Gold advanced for a third day on concern that Europe’s sovereign-debt crisis may not be contained, spurring investors to buy the metal to guard their wealth against a potential slowdown in the global economy.

Immediate-delivery gold climbed as much as 1.4 percent to $1,647.35 an ounce, and traded at $1,646.98 at 2:50 p.m. in Singapore. The precious metal, which reached an all-time high of $1,921.15 on Sept. 6, climbed 8.2 percent in the three months to Sept. 30 for a 12th quarterly advance. December-delivery bullion gained as much as 1.7 percent to $1,650 an ounce in New York.
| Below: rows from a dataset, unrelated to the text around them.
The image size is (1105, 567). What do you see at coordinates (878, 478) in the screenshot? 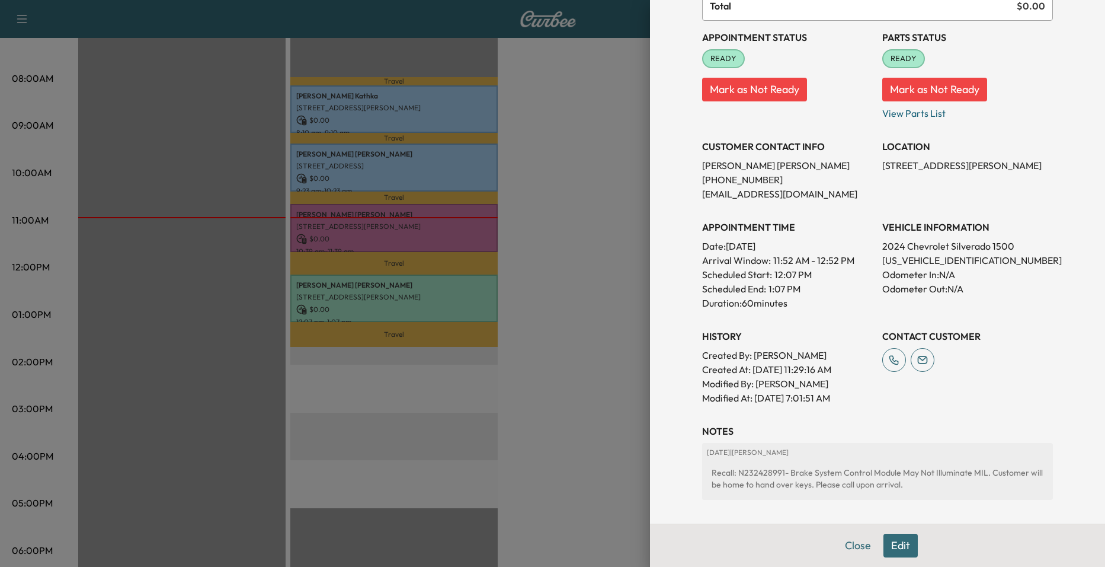
I see `div: Recall: N232428991- Brake System Control Module May Not Illuminate MIL. Customer will be home to ...` at bounding box center [878, 478].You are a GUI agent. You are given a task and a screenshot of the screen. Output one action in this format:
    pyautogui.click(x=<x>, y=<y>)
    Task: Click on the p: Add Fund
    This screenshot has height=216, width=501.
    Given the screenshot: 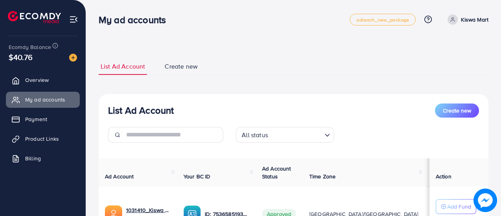 What is the action you would take?
    pyautogui.click(x=459, y=207)
     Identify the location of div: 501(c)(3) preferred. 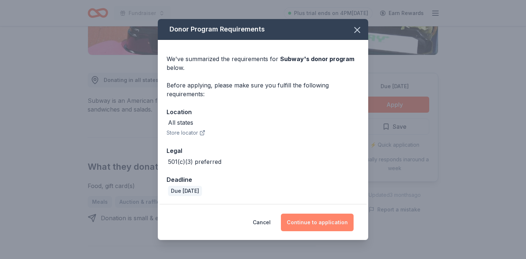
(195, 161).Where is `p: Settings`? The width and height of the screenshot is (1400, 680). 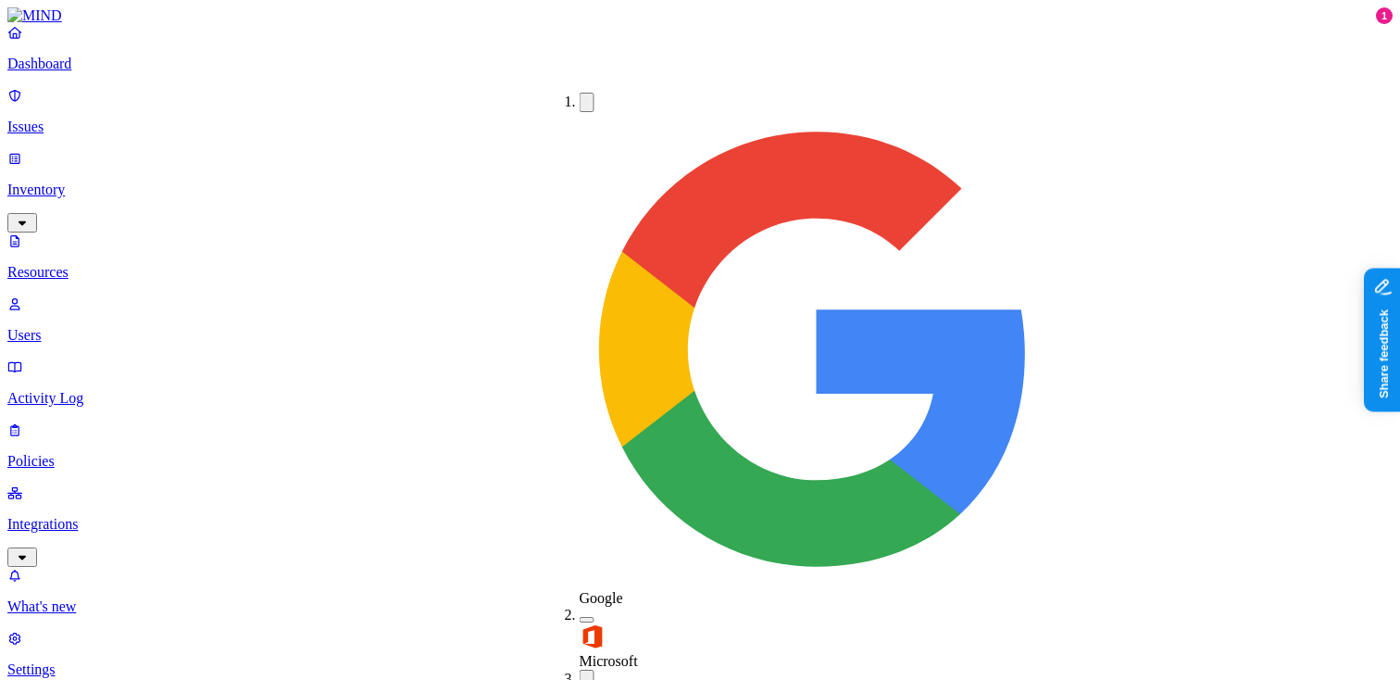
p: Settings is located at coordinates (700, 669). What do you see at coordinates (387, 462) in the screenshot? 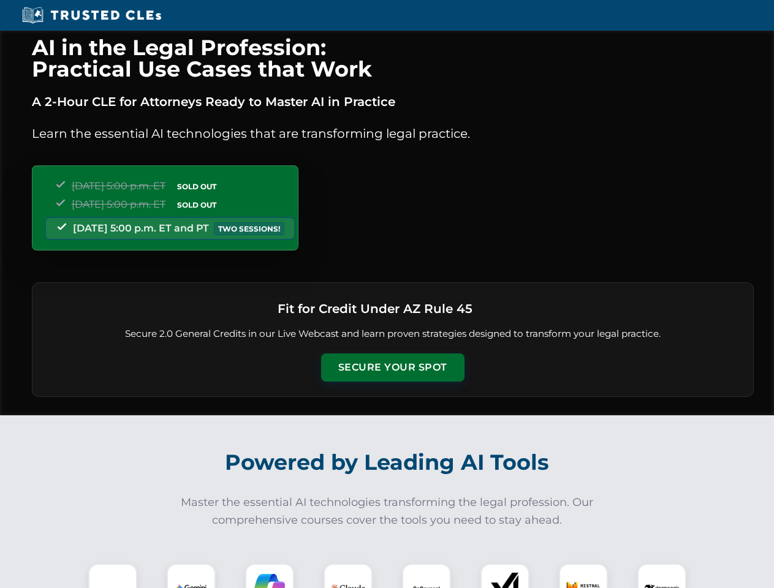
I see `h2: Powered by Leading AI Tools` at bounding box center [387, 462].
European finance chiefs meet in Luxembourg today to discuss how to protect banks from the fallout of a potential Greek default even as the country approved further austerity measures needed to secure an aid payment and second rescue package.
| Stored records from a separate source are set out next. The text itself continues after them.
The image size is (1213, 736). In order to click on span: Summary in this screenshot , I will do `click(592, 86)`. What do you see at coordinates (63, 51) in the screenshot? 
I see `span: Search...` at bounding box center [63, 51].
“Investors who may not have the patience to wait for a political solution to the debt crisis from policy makers may seek out gold as a portfolio diversifier,” James Steel, an analyst at HSBC Securities USA Inc., wrote in a note. “As long as there is a mismatch between faster-moving, sovereign-debt- related events in the European Union and the political response to those developments, gold is likely to be the beneficiary.”
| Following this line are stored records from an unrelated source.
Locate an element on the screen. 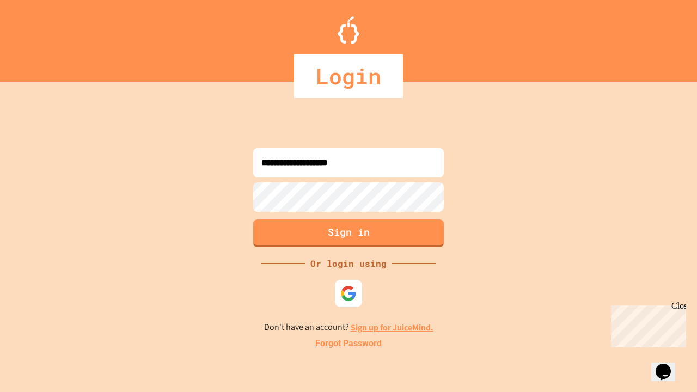  div: Login is located at coordinates (348, 76).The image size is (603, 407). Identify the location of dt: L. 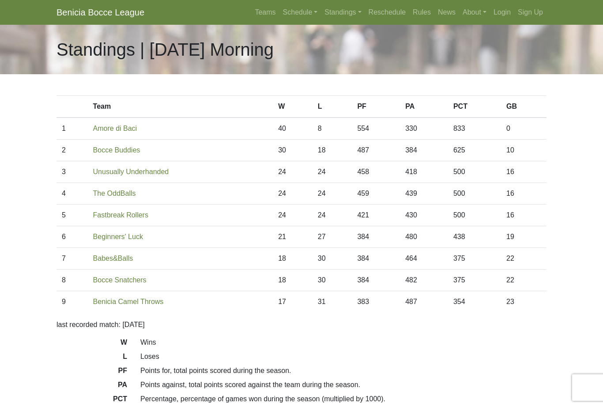
(92, 358).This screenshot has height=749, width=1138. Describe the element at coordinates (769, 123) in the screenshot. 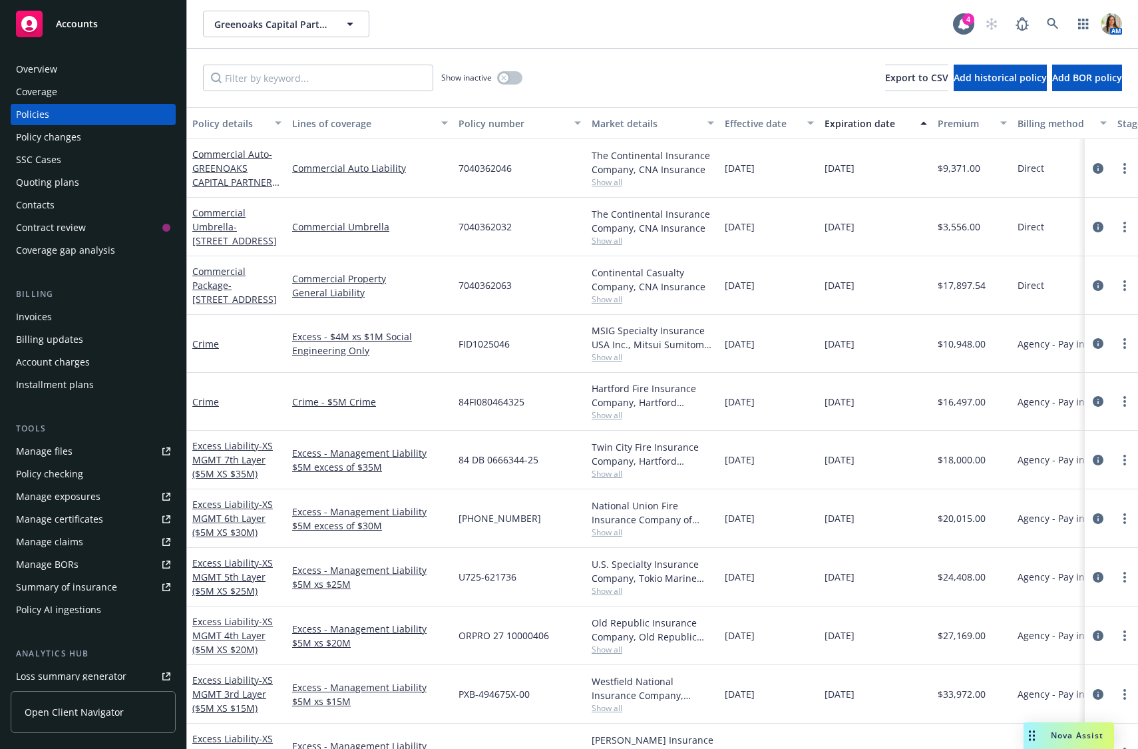

I see `button: Effective date` at that location.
Holdings in gold-backed exchange-traded products rose for the first day in seven on Sept. 30 to 2,213.594 metric tons, according to data compiled by Bloomberg. Assets reached a record 2,299.823 tons on Aug. 8, Bloomberg data show.

Global Recession

“Elevated risk of a developed-markets recession has us continuing to prefer gold,” Morgan Stanley analysts including Hussein Allidina wrote in a report. The market is likely to price in the risk of a global recession until there’s a resolution to the European sovereign debt crisis, they wrote.

Hedge funds and other money managers trimmed their net-long gold positions by 15 percent to 127,801 contracts in the week to Sept. 27, data from the U.S. Commodity Futures Trading Commission showed. Total open interest in Comex futures fell to a 13-month low of 445,479 contracts on Sept. 29.

Gold is still in the 11th year of a bull market as investors diversify away from declining equities and commodities, and central banks expand reserves. Thailand, Bolivia and Tajikistan boosted holdings by a combined 18.2 tons in August, valued at $1 billion at the month’s average price.

Cash silver climbed as much as 3.2 percent to $30.8725 an ounce, and December-delivery futures advanced as much as 2.7 percent to $30.89 an ounce. Spot platinum fell as much as 1.2 percent to $1,507 an ounce, while palladium shed as much as 1.6 percent to $602.25 an ounce, the lowest level since October 2010.